(7 years, 11 months ago)
Lords Chamber
To ask Her Majesty’s Government how they plan to enhance the role of community pharmacies in providing NHS services to patients and the public.
My Lords, I beg leave to ask the Question standing in my name on the Order Paper. In so doing, I draw attention to my interests as declared in the register. Also, I am a vice-chairman of the All-Party Parliamentary Group on Pharmacy.
The Government recognise the vital importance of community pharmacy. Our recent reforms will reward quality and embed and integrate pharmacies with primary care, improving the services offered to the public and making better use of pharmacists’ clinical skills.
My Lords, I thank my noble friend for that Answer. We are at one in agreeing that community pharmacy has an important part to play in the nation’s health. Is my noble friend aware of the report carried out by PwC, which showed that community pharmacy contributes £3 billion net to the NHS, the public sector, patients and wider society? That is through just 12 additional services; it excludes the core work of dispensing medicines. Will my noble friend and his ministerial colleagues reconsider the swingeing 7.4% cut in the income of community pharmacies next year and instead invest in their services, which are accessible 24/7, enhance the public’s health, and prevent patients going to more expensive GPs and ultimately to hospital and A&E departments?

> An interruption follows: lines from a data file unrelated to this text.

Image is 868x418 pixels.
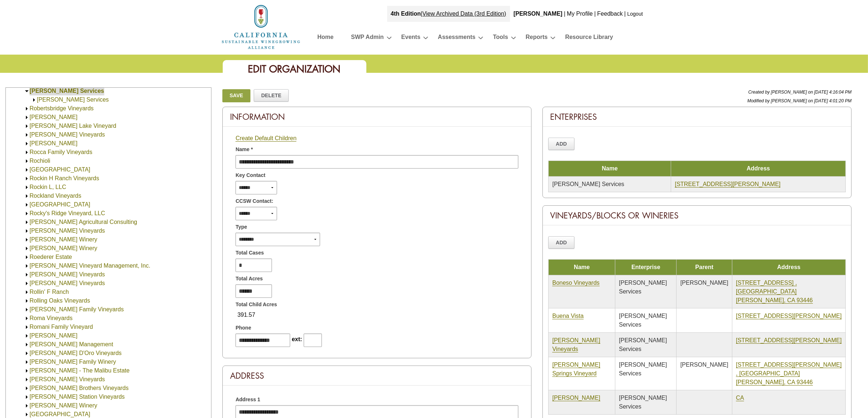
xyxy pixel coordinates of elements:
a: Rocca Family Vineyards [30,149,92,155]
a: [PERSON_NAME] [30,114,77,120]
a: Roma Vineyards [30,315,72,322]
img: Expand Roederer Estate [24,255,30,260]
a: Rolling Oaks Vineyards [30,297,90,304]
span: Phone [236,324,251,332]
a: Boneso Vineyards [552,279,599,286]
a: [STREET_ADDRESS][PERSON_NAME] , [GEOGRAPHIC_DATA][PERSON_NAME], CA 93446 [736,362,841,386]
img: Expand Roberts Vineyard Services [32,97,37,103]
img: Expand Rocca Family Vineyards [24,150,30,155]
a: [PERSON_NAME] [30,140,77,147]
a: Rochioli [30,158,50,164]
img: Expand Robertsbridge Vineyards [24,106,30,111]
a: Tools [493,32,508,45]
img: Expand Ron Wicker Management [24,342,30,348]
a: Home [221,23,301,30]
a: [PERSON_NAME] [552,395,600,401]
a: [GEOGRAPHIC_DATA] [30,202,90,208]
a: [GEOGRAPHIC_DATA] [30,166,90,173]
a: [PERSON_NAME] Winery [30,245,97,252]
span: 391.57 [236,309,257,322]
span: Name * [236,146,252,153]
span: [PERSON_NAME] Services [619,395,667,410]
a: Robertsbridge Vineyards [30,105,93,111]
img: Expand Roma Vineyards [24,316,30,322]
a: [PERSON_NAME] Services [30,88,104,94]
span: Total Cases [236,249,264,257]
div: Vineyards/Blocks or Wineries [543,206,851,226]
img: Expand Romani Family Vineyard [24,325,30,330]
a: My Profile [567,11,593,17]
img: Expand Rocky's Ridge Vineyard, LLC [24,211,30,216]
a: Add [548,138,574,150]
b: [PERSON_NAME] [513,11,562,17]
a: [STREET_ADDRESS][PERSON_NAME] [736,313,841,320]
a: CA [736,395,744,401]
img: Expand Rombauer Vineyards [24,333,30,339]
a: Save [222,89,250,103]
td: Parent [676,260,733,275]
a: Reports [526,32,548,45]
img: Expand Rogers Vineyard Management, Inc. [24,263,30,269]
span: Type [236,223,247,231]
a: Events [402,32,420,45]
span: Total Acres [236,275,263,283]
td: Enterprise [615,260,676,275]
img: Expand Rosenthal - The Malibu Estate [24,369,30,373]
a: [PERSON_NAME] Winery [30,403,97,409]
span: Edit Organization [248,62,341,75]
img: Expand Robledo Vineyards [24,132,30,138]
a: Buena Vista [552,313,583,320]
a: [PERSON_NAME] [30,333,77,339]
span: ext: [291,336,302,343]
a: [PERSON_NAME] Management [30,341,113,348]
img: Expand Rodrigue-Molyneux Winery [24,246,30,252]
img: Expand Robson Vineyards [24,141,30,147]
img: Expand Roudon-Smith Winery [24,403,30,409]
a: [PERSON_NAME] Vineyards [30,228,105,234]
a: [PERSON_NAME] Winery [30,236,97,242]
span: [PERSON_NAME] Services [619,313,667,328]
td: Address [732,260,845,275]
a: [PERSON_NAME] Vineyards [30,377,105,383]
span: Created by [PERSON_NAME] on [DATE] 4:16:04 PM Modified by [PERSON_NAME] on [DATE] 4:01:20 PM [747,90,851,103]
span: [PERSON_NAME] Services [619,338,667,352]
span: [PERSON_NAME] Services [619,279,667,295]
img: Expand Rockin L, LLC [24,185,30,190]
a: Delete [254,89,289,101]
span: [PERSON_NAME] [680,362,728,368]
img: Expand Rockpile Road Vineyards [24,202,30,208]
img: Expand Rosetti Brothers Vineyards [24,386,30,391]
img: Expand Rolling Oaks Vineyards [24,299,30,304]
a: Assessments [438,32,475,45]
a: Romani Family Vineyard [30,324,93,330]
span: [PERSON_NAME] Services [619,362,667,377]
img: Expand Rodney Strong Vineyards [24,228,30,234]
img: Expand Rodrigue Molyneaux Winery [24,237,30,242]
a: Rockin L, LLC [30,184,66,190]
a: [PERSON_NAME] Family Winery [30,359,116,365]
a: [PERSON_NAME] D'Oro Vineyards [30,350,122,356]
a: Resource Library [565,32,613,45]
img: Expand Round Valley Ranches [24,412,30,417]
a: [PERSON_NAME] Springs Vineyard [552,362,600,377]
div: | [387,6,510,22]
img: Expand Rosenthal Vineyards [24,377,30,383]
img: Collapse Roberts Vineyard Services [24,88,30,94]
img: Expand Rolph Family Vineyards [24,307,30,312]
a: Logout [627,11,643,17]
div: Enterprises [543,107,851,127]
div: | [624,6,627,22]
a: [PERSON_NAME] Agricultural Consulting [30,219,137,225]
img: Expand Rosa D'Oro Vineyards [24,351,30,356]
span: CCSW Contact: [236,197,273,205]
a: Rockin H Ranch Vineyards [30,175,99,181]
img: Expand Rollin' F Ranch [24,289,30,295]
img: Expand Ross Station Vineyards [24,395,30,400]
a: [PERSON_NAME] Brothers Vineyards [30,385,129,391]
img: Expand Rodgers Agricultural Consulting [24,220,30,225]
a: [STREET_ADDRESS][PERSON_NAME] [674,181,780,187]
a: [PERSON_NAME] Station Vineyards [30,394,124,400]
a: Roederer Estate [30,254,72,260]
span: Total Child Acres [236,301,277,309]
span: Key Contact [236,171,265,179]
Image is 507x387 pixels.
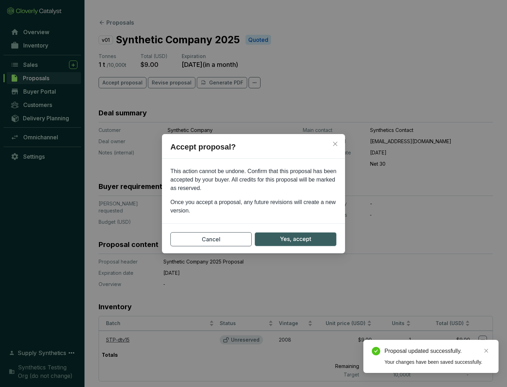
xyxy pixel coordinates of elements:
[254,232,336,246] button: Yes, accept
[280,235,311,244] span: Yes, accept
[483,348,488,353] span: close
[202,235,220,244] span: Cancel
[329,138,341,150] button: Close
[170,167,336,192] p: This action cannot be undone. Confirm that this proposal has been accepted by your buyer. All cre...
[384,347,490,355] div: Proposal updated successfully.
[372,347,380,355] span: check-circle
[384,358,490,366] div: Your changes have been saved successfully.
[332,141,338,147] span: close
[329,141,341,147] span: Close
[170,232,252,246] button: Cancel
[162,141,345,159] h2: Accept proposal?
[170,198,336,215] p: Once you accept a proposal, any future revisions will create a new version.
[482,347,490,355] a: Close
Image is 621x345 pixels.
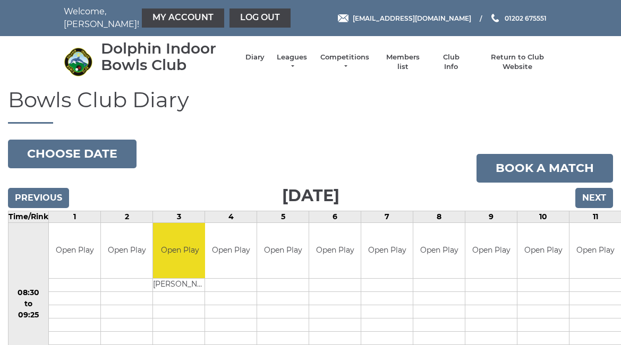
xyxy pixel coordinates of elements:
[101,211,153,223] td: 2
[101,223,153,279] td: Open Play
[361,223,413,279] td: Open Play
[319,53,370,72] a: Competitions
[309,211,361,223] td: 6
[309,223,361,279] td: Open Play
[9,211,49,223] td: Time/Rink
[505,14,547,22] span: 01202 675551
[275,53,309,72] a: Leagues
[477,154,613,183] a: Book a match
[64,5,260,31] nav: Welcome, [PERSON_NAME]!
[142,9,224,28] a: My Account
[381,53,425,72] a: Members list
[257,211,309,223] td: 5
[576,188,613,208] input: Next
[353,14,471,22] span: [EMAIL_ADDRESS][DOMAIN_NAME]
[153,223,207,279] td: Open Play
[205,223,257,279] td: Open Play
[466,211,518,223] td: 9
[101,40,235,73] div: Dolphin Indoor Bowls Club
[436,53,467,72] a: Club Info
[8,188,69,208] input: Previous
[230,9,291,28] a: Log out
[153,279,207,292] td: [PERSON_NAME]
[8,140,137,168] button: Choose date
[338,13,471,23] a: Email [EMAIL_ADDRESS][DOMAIN_NAME]
[570,223,621,279] td: Open Play
[492,14,499,22] img: Phone us
[518,223,569,279] td: Open Play
[466,223,517,279] td: Open Play
[361,211,414,223] td: 7
[477,53,558,72] a: Return to Club Website
[153,211,205,223] td: 3
[49,223,100,279] td: Open Play
[490,13,547,23] a: Phone us 01202 675551
[246,53,265,62] a: Diary
[518,211,570,223] td: 10
[338,14,349,22] img: Email
[414,211,466,223] td: 8
[64,47,93,77] img: Dolphin Indoor Bowls Club
[49,211,101,223] td: 1
[8,88,613,124] h1: Bowls Club Diary
[257,223,309,279] td: Open Play
[414,223,465,279] td: Open Play
[205,211,257,223] td: 4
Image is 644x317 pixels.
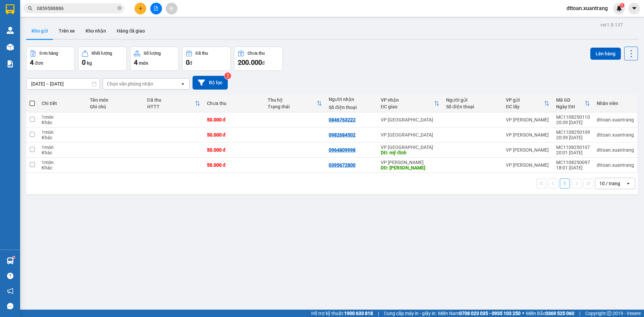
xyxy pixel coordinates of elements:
div: VP [PERSON_NAME] [506,117,550,122]
span: 4 [134,58,137,66]
div: DĐ: mỹ đình [381,150,440,155]
button: Đã thu0đ [182,46,231,71]
div: 0964809998 [329,147,355,152]
input: Tìm tên, số ĐT hoặc mã đơn [37,5,116,12]
img: solution-icon [7,60,14,68]
div: Chi tiết [42,100,83,106]
span: caret-down [632,5,637,12]
div: 1 món [42,160,83,165]
div: Ghi chú [90,104,140,109]
div: 50.000 đ [207,132,261,137]
div: Thu hộ [268,97,317,102]
button: 1 [560,178,570,189]
div: VP [GEOGRAPHIC_DATA] [381,132,440,137]
div: 1 món [42,129,83,135]
div: Tên món [90,97,140,102]
div: ĐC giao [381,104,434,109]
button: Trên xe [53,23,80,39]
span: message [7,303,14,309]
button: Lên hàng [591,48,621,59]
div: Chọn văn phòng nhận [107,81,153,87]
div: dttoan.xuantrang [597,117,634,122]
div: 50.000 đ [207,162,261,167]
div: Mã GD [556,97,585,102]
div: 50.000 đ [207,147,261,152]
th: Toggle SortBy [265,94,325,112]
button: Hàng đã giao [111,23,150,39]
svg: open [626,180,631,186]
span: 0 [82,58,85,66]
div: Trạng thái [268,104,317,109]
button: aim [165,3,178,14]
sup: 2 [224,72,231,79]
img: warehouse-icon [7,27,14,34]
div: 20:39 [DATE] [556,120,590,125]
div: Chưa thu [247,51,265,55]
button: Đơn hàng4đơn [26,46,75,71]
div: 20:39 [DATE] [556,135,590,140]
div: Số điện thoại [446,104,499,109]
span: | [579,309,580,317]
div: MC1108250107 [556,144,590,150]
span: search [28,6,33,11]
span: dttoan.xuantrang [561,4,613,12]
button: Số lượng4món [130,46,179,71]
div: dttoan.xuantrang [597,147,634,152]
div: Chưa thu [207,100,261,106]
div: 0846763222 [329,117,355,122]
div: Khác [42,150,83,155]
span: đ [262,60,265,66]
span: | [378,309,379,317]
div: MC1108250109 [556,129,590,135]
span: close-circle [118,5,122,12]
span: đơn [35,60,43,66]
div: VP [PERSON_NAME] [381,160,440,165]
button: Kho gửi [26,23,53,39]
th: Toggle SortBy [377,94,443,112]
button: Bộ lọc [193,76,228,89]
div: Đơn hàng [40,51,58,55]
svg: open [180,81,185,87]
div: Khối lượng [92,51,112,55]
img: logo-vxr [5,4,14,14]
span: kg [87,60,92,66]
div: Khác [42,120,83,125]
div: 1 món [42,114,83,120]
span: Hỗ trợ kỹ thuật: [311,309,373,317]
button: Khối lượng0kg [78,46,126,71]
div: dttoan.xuantrang [597,162,634,167]
div: Đã thu [196,51,208,55]
span: plus [138,6,143,11]
button: plus [135,3,146,14]
div: VP nhận [381,97,434,102]
th: Toggle SortBy [144,94,204,112]
div: 0982684502 [329,132,355,137]
span: notification [7,288,14,294]
span: question-circle [7,273,14,279]
button: file-add [150,3,162,14]
img: icon-new-feature [616,5,622,12]
span: 1 [621,3,623,8]
div: 50.000 đ [207,117,261,122]
div: MC1108250110 [556,114,590,120]
div: Số điện thoại [329,105,374,110]
span: 4 [30,58,33,66]
div: VP [PERSON_NAME] [506,147,550,152]
div: 0395672800 [329,162,355,167]
div: Khác [42,165,83,170]
sup: 1 [13,256,15,258]
span: 0 [186,58,189,66]
div: VP [PERSON_NAME] [506,162,550,167]
button: Kho nhận [80,23,111,39]
div: MC1108250097 [556,160,590,165]
div: 10 / trang [600,180,620,187]
span: file-add [154,6,159,11]
button: Chưa thu200.000đ [234,46,283,71]
span: Miền Bắc [526,309,574,317]
div: ver 1.8.137 [600,21,623,29]
strong: 1900 633 818 [344,310,373,316]
span: Miền Nam [438,309,521,317]
button: caret-down [628,3,640,14]
span: aim [169,6,174,11]
strong: 0369 525 060 [546,310,574,316]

My Lords, I do not recognise the figure of 7.4%. The actual reduction is 4% next year and 3.4% the following year. I echo my noble friend’s comments and recognise the huge importance of community pharmacy. If we look forward 10 years, we will see a much greater role for community pharmacy within the NHS in supplying many of the services that are currently supplied by more conventional NHS services.
My Lords, the Minister mentioned clinical skills. Does he agree that in rural areas in particular, community pharmacies play a role much wider than their clinical function in giving advice, information and sign-posting to patients and their families? Does he agree that that is a very important part of their function that should continue?
Yes, my Lords, I completely agree with that. It is worth saying that the pharmacy access scheme will ensure that pharmacies in rural areas or in the top 20% for deprivation will receive higher levels of income than pharmacies grouped together in urban areas.
My Lords, whatever the precise scale of the cut, a cut is still a cut. Would the Minister not agree that, rather than cutting pharmacies’ budgets, the Government should be commissioning more services from pharmacies in order to relieve pressure on the hard-pressed NHS?
My Lords, the fact is that across the NHS we are looking to save £22 billion, and sadly, community pharmacy cannot be exempt from those necessary efficiency requirements. But I repeat that, over time, we will see more and more NHS services delivered by community pharmacies, whether it is a sore throat testing service or the treating of minor ailments.
My Lords, in these rather strange times, can I take it that the noble Lord’s party no longer believes in competition? This policy is intended to reduce the number of community pharmacies in the high street. Why do the Government want to reduce patient choice when the profession clearly can help reduce demands on GPs and A&E services at a very pressurised time?
This party does believe in competition. But it also believes that the NHS’s supporting community pharmacies to a very large extent when 40% of them are in clusters of three or more within 10 minutes’ walk from each other, and paying an establishment fee to each of those pharmacies, is probably not a very good allocation of resources.
My Lords, have the Government yet published the cost-based evidence for the cuts to the community pharmacies budget, and what safeguards will they put in place to ensure that the most needy communities are not hit hardest by the cuts to the pharmacies budget?
The pharmacy access scheme is being set up to deliver exactly what the noble Baroness is asking for—that rural pharmacies and those in very deprived areas will receive greater payments than others. I am not quite sure what report she is referring to. I will have to look at her question afterwards and write to her.
My Lords, are not people more willing to go to pharmacies for immediate help with dental conditions in particular because otherwise, they have to pay to have someone look at their mouth, and instead they can go in and ask for some sort of treatment if they have a pain? The pharmacist can diagnose at a very early stage any form of oral cancer—and indeed other conditions—which would otherwise not be noticed until perhaps too late.
My noble friend has made a very good case in support of community pharmacies, which provide a fantastic service. My own local community pharmacy provides an extraordinary service for people living in the part of rural Norfolk where I come from. They have an important role in public health as well.
Will the Government undertake to review the funding model for community pharmacies? If they are undertaking more diagnostic services and reviews and giving more advice, while also rationalising the medication people are on, they are effectively advising themselves out of a source of income when they are reimbursed with dispensing fees. If they are going to lose income, it is very difficult for them to advise people to come off a range of medication.
My Lords, we have just looked again at the community pharmacy funding model and have decided to go from a purely volume-based payment structure to one with much more quality embedded in it, and to remove the permanent establishment fee over time. At the same time, we are developing the pharmacy integration fund, so that in future pharmacies will provide some of the care currently provided by highly pressurised GPs and NHS 111 services.